Ince's contract expires in the summer, which will likely mean that the Eagles will be able to sign him up permanently for zero pounds and zero pence in transfer fees. With the lower leagues already financially stunted by the comparative might of the EPL, should that gap be allowed to widen farther by such lopsided tactics?

While the exact mechanics of many loan deals rarely fully make it into the public domain, the general modus operandi is that the player's wages will be paid by the club taking them on loan. But surely that's about the only benefit that Blackpool will see from this cockeyed abuse of the system. They lose the services of a key player – one who has been tipped for full international recognition, indeed – for the remainder of the season without any significant recompense. As the famed social commentator Beyoncé might put it, if you like it, put a ring on it.

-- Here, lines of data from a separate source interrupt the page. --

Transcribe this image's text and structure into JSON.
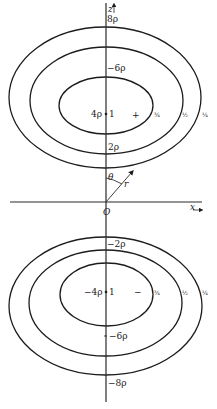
{
  "axes": {
    "z_label": "z",
    "x_label": "x",
    "origin_label": "O",
    "theta_label": "θ",
    "r_label": "r"
  },
  "upper": {
    "tick_8": "8ρ",
    "tick_6": "−6ρ",
    "tick_4": "4ρ",
    "tick_2": "2ρ",
    "center_value": "1",
    "sign": "+",
    "contour_labels": [
      "¾",
      "½",
      "¼"
    ]
  },
  "lower": {
    "tick_m2": "−2ρ",
    "tick_m4": "−4ρ",
    "tick_m6": "−6ρ",
    "tick_m8": "−8ρ",
    "center_value": "1",
    "sign": "−",
    "contour_labels": [
      "¾",
      "½",
      "¼"
    ]
  },
  "colors": {
    "line": "#1c1c1c",
    "background": "#ffffff"
  }
}
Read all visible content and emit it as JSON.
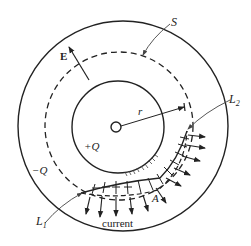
{
  "figure": {
    "labels": {
      "surface": "S",
      "field": "E",
      "radius": "r",
      "inner_charge": "+Q",
      "outer_charge": "−Q",
      "loop_upper": "L",
      "loop_upper_sub": "2",
      "loop_lower": "L",
      "loop_lower_sub": "1",
      "area": "A",
      "current": "current"
    },
    "colors": {
      "line": "#222222",
      "leader": "#555555",
      "background": "#ffffff"
    },
    "geometry": {
      "center": [
        120,
        127
      ],
      "outer_radius": 105,
      "dashed_radius": 74,
      "inner_radius": 46,
      "core_radius": 5
    }
  }
}
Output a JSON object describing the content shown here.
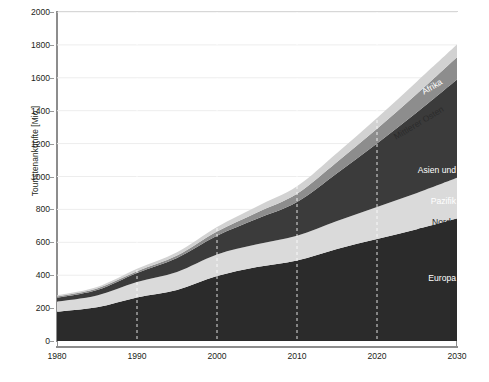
{
  "chart_data": {
    "type": "area",
    "stacked": true,
    "title": "",
    "xlabel": "",
    "ylabel": "Touristenankünfte [Mio.]",
    "xlim": [
      1980,
      2030
    ],
    "ylim": [
      0,
      2000
    ],
    "ytick_step": 200,
    "yticks": [
      "2000",
      "1800",
      "1600",
      "1400",
      "1200",
      "1000",
      "800",
      "600",
      "400",
      "200",
      "0"
    ],
    "xticks": [
      "1980",
      "1990",
      "2000",
      "2010",
      "2020",
      "2030"
    ],
    "grid": "horizontal light + vertical white dashed at decades",
    "legend": "inline labels inside bands",
    "x": [
      1980,
      1985,
      1990,
      1995,
      2000,
      2005,
      2010,
      2015,
      2020,
      2025,
      2030
    ],
    "series": [
      {
        "name": "Europa",
        "color": "#2b2b2b",
        "values": [
          178,
          205,
          265,
          310,
          395,
          450,
          490,
          560,
          620,
          680,
          744
        ]
      },
      {
        "name": "Nord-, Lateinamerika",
        "color": "#dadada",
        "values": [
          62,
          72,
          93,
          110,
          131,
          138,
          150,
          170,
          195,
          220,
          248
        ]
      },
      {
        "name": "Asien und Pazifik",
        "color": "#3b3b3b",
        "values": [
          23,
          33,
          56,
          85,
          114,
          155,
          205,
          290,
          385,
          490,
          597
        ]
      },
      {
        "name": "Mittlerer Osten",
        "color": "#8d8d8d",
        "values": [
          7,
          9,
          10,
          14,
          25,
          38,
          50,
          68,
          90,
          113,
          136
        ]
      },
      {
        "name": "Afrika",
        "color": "#d2d2d2",
        "values": [
          7,
          9,
          15,
          20,
          28,
          37,
          45,
          55,
          65,
          75,
          77
        ]
      }
    ],
    "totals": [
      277,
      328,
      439,
      539,
      693,
      818,
      940,
      1143,
      1355,
      1578,
      1802
    ]
  },
  "labels": {
    "afrika": "Afrika",
    "mittlerer_osten": "Mittlerer Osten",
    "asien_1": "Asien und",
    "asien_2": "Pazifik",
    "amerika_1": "Nord-,",
    "amerika_2": "Lateinamerika",
    "europa": "Europa"
  },
  "colors": {
    "europa": "#2b2b2b",
    "amerika": "#dadada",
    "asien": "#3b3b3b",
    "osten": "#8d8d8d",
    "afrika": "#d2d2d2",
    "axis": "#8d8d8d",
    "grid": "#ededed",
    "text": "#231f20",
    "background": "#ffffff"
  }
}
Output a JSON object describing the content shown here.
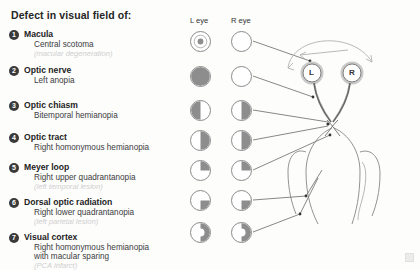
{
  "title": "Defect in visual field of:",
  "columns": {
    "left_label": "L eye",
    "right_label": "R eye"
  },
  "colors": {
    "fill": "#8d8d8d",
    "outline": "#8a8a8a",
    "badge": "#3a3a3a",
    "lesion_text": "#cfcfcf",
    "background": "#fdfdfc",
    "line": "#555555"
  },
  "brain": {
    "left_eye_label": "L",
    "right_eye_label": "R"
  },
  "items": [
    {
      "number": "1",
      "structure": "Macula",
      "defect": "Central scotoma",
      "lesion": "(macular degeneration)",
      "left_field": "central-scotoma",
      "right_field": "normal"
    },
    {
      "number": "2",
      "structure": "Optic nerve",
      "defect": "Left anopia",
      "lesion": "",
      "left_field": "full",
      "right_field": "normal"
    },
    {
      "number": "3",
      "structure": "Optic chiasm",
      "defect": "Bitemporal hemianopia",
      "lesion": "",
      "left_field": "left-half",
      "right_field": "right-half"
    },
    {
      "number": "4",
      "structure": "Optic tract",
      "defect": "Right homonymous hemianopia",
      "lesion": "",
      "left_field": "right-half",
      "right_field": "right-half"
    },
    {
      "number": "5",
      "structure": "Meyer loop",
      "defect": "Right upper quadrantanopia",
      "lesion": "(left temporal lesion)",
      "left_field": "upper-right-quadrant",
      "right_field": "upper-right-quadrant"
    },
    {
      "number": "6",
      "structure": "Dorsal optic radiation",
      "defect": "Right lower quadrantanopia",
      "lesion": "(left parietal lesion)",
      "left_field": "lower-right-quadrant",
      "right_field": "lower-right-quadrant"
    },
    {
      "number": "7",
      "structure": "Visual cortex",
      "defect": "Right homonymous hemianopia",
      "defect2": "with macular sparing",
      "lesion": "(PCA infarct)",
      "left_field": "right-half-macular-sparing",
      "right_field": "right-half-macular-sparing"
    }
  ]
}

The curious practise of loan deals between blue-chip clubs is also painfully open for debate. Multiple eyebrows were raised higher than those of the ex-Chelsea boss Carlo Ancelotti when the current Stamford Bridge incumbent Jose Mourinho sent Romelu Lukaku to Everton for a season. And why are one of the moneybags clubs of Europe, AS Monaco, only loaning Dimitar Berbatov from the EPL strugglers Fulham. The latter have also seen the troublesome playmaker Adel Taarabt temporarily head to AC Milan (the Moroccan was, confusingly, midway through a season's loan at Craven Cottage from QPR).

And we haven't even got into the Major League Soccer tradition of loaning out star players to the EPL once the American close-season hits – often those who have previously plied their trades in England.

For the good of the game, the loan system – and not the transfer window as a whole – is what requires a serious injection of common sense and modernisation.